On Wednesday, 15 February 2023 at 01:15:09 UTC, thebluepandabear wrote:
On Tuesday, 14 February 2023 at 15:34:17 UTC, bachmeier wrote:
On Tuesday, 14 February 2023 at 10:16:47 UTC, ProtectAndHide wrote:

In any case, there is nothing 'picky' about wanting to be able to explicately 'declare' a member of my class type as being private. That to me, is what a programmer should expect to be able to do in a language that says it supports OOP.

What you are saying is that you want an implementation of a particular language that calls itself an OOP language. [There is a lot of controversy about the definition of OOP](https://wiki.c2.com/?NobodyAgreesOnWhatOoIs). I do not think the explicit ability to declare a member of a class private in a particular way has anything to do with it. You are certainly entitled to your opinion, but it doesn't help to say D is not an OOP language because you don't like some of the design decisions.

D is still an OOP language, as long as it has classes, inheritance, and polymorphism, though it's certainly not a good one if any class can acccess private members from the module, that's just horrid.

I think what you could say is that D lacks _encapsulation_ which is also an OOP concept. So D is partially OOP but not fully OOP due to there being no encapsulation in the language.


◆ Exercise: In the data that follows, every line containing the word "center" should be returned.

◆ The records:

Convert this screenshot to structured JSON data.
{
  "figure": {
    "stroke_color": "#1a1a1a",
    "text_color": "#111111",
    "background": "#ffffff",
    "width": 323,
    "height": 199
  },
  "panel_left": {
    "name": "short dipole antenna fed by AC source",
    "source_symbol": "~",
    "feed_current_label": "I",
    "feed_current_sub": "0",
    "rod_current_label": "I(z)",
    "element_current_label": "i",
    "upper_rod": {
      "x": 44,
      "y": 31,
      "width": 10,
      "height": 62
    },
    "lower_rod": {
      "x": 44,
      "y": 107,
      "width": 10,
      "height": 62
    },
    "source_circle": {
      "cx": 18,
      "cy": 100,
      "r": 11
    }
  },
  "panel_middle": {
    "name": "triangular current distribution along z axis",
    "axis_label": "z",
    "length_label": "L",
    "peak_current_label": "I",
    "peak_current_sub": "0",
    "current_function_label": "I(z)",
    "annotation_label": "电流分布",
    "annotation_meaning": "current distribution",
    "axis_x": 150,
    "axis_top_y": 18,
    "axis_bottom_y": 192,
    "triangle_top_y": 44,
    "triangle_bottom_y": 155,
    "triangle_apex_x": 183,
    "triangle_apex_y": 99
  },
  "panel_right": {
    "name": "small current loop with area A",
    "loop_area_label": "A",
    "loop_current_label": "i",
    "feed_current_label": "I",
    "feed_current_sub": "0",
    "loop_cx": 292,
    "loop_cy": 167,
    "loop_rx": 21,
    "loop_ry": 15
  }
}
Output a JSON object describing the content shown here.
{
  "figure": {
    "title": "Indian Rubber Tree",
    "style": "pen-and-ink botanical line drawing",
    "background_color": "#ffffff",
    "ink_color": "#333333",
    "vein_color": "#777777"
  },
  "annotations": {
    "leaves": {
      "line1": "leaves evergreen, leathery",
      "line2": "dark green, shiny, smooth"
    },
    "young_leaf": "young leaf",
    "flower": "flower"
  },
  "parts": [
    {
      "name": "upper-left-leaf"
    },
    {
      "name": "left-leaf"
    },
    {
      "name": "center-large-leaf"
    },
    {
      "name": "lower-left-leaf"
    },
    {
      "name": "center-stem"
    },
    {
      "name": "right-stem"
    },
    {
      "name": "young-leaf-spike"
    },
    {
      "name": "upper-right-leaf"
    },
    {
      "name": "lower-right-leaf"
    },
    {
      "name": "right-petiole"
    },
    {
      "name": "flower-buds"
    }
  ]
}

...

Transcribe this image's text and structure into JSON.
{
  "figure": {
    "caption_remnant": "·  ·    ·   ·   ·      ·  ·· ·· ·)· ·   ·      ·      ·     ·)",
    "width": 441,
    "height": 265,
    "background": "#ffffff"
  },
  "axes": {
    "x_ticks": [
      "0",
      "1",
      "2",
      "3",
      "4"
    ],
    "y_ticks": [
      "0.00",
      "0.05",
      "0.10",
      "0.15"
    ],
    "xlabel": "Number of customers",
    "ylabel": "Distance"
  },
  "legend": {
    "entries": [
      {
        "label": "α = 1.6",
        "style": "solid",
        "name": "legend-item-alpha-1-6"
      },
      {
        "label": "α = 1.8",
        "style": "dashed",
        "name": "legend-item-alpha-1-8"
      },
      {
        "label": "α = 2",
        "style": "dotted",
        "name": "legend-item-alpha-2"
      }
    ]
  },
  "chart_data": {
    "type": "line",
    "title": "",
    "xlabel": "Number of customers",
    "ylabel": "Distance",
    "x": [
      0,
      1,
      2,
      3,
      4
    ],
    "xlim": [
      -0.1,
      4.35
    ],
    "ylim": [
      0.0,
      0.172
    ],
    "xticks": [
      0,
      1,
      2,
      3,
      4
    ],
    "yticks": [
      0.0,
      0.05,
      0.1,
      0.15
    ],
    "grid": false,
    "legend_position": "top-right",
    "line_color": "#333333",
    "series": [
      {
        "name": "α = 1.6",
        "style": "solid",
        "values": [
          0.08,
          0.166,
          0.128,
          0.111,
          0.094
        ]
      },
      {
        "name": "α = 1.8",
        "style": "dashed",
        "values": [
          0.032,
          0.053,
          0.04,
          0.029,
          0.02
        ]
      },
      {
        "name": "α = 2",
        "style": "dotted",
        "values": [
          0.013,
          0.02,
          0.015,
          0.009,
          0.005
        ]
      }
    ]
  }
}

---

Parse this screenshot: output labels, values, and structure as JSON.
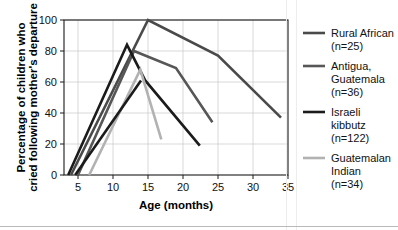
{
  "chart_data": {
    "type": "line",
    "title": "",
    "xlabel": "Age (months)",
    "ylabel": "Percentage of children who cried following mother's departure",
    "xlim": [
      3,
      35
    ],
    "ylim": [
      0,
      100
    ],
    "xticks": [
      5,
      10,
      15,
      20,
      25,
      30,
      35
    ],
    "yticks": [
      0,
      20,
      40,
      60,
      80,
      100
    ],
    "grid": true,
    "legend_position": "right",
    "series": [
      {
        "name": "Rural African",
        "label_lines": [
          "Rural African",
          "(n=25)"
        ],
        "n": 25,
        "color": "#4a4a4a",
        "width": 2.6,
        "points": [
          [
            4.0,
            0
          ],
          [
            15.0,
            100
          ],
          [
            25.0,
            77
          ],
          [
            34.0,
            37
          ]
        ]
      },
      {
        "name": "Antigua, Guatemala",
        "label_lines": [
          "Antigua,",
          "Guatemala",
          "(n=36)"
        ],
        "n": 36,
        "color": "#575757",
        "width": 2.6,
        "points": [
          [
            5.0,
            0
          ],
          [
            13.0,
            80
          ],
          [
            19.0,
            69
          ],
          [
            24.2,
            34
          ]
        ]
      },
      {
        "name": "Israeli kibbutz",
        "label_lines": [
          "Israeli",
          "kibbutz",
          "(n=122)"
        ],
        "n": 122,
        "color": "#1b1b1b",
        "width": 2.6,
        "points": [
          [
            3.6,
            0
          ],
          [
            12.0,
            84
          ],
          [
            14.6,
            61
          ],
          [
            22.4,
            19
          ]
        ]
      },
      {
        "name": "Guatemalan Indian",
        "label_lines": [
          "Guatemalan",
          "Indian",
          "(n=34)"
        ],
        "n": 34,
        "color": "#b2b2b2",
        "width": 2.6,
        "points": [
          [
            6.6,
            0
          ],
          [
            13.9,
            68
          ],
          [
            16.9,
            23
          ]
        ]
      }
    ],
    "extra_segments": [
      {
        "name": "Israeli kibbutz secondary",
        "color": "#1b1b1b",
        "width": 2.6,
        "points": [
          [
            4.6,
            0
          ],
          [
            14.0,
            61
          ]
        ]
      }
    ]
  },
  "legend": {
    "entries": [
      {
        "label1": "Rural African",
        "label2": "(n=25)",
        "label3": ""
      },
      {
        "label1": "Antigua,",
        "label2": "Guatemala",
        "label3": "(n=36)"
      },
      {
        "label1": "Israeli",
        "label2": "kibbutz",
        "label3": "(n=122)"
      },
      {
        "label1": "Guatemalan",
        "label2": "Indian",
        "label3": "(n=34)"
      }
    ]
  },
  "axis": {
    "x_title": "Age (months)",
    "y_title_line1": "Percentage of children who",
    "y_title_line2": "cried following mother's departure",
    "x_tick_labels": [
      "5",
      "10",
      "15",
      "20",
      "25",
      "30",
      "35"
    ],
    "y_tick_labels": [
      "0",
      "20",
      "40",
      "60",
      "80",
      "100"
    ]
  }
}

◆ Exercise response:
      "name": "center-large-leaf"
      "name": "center-stem"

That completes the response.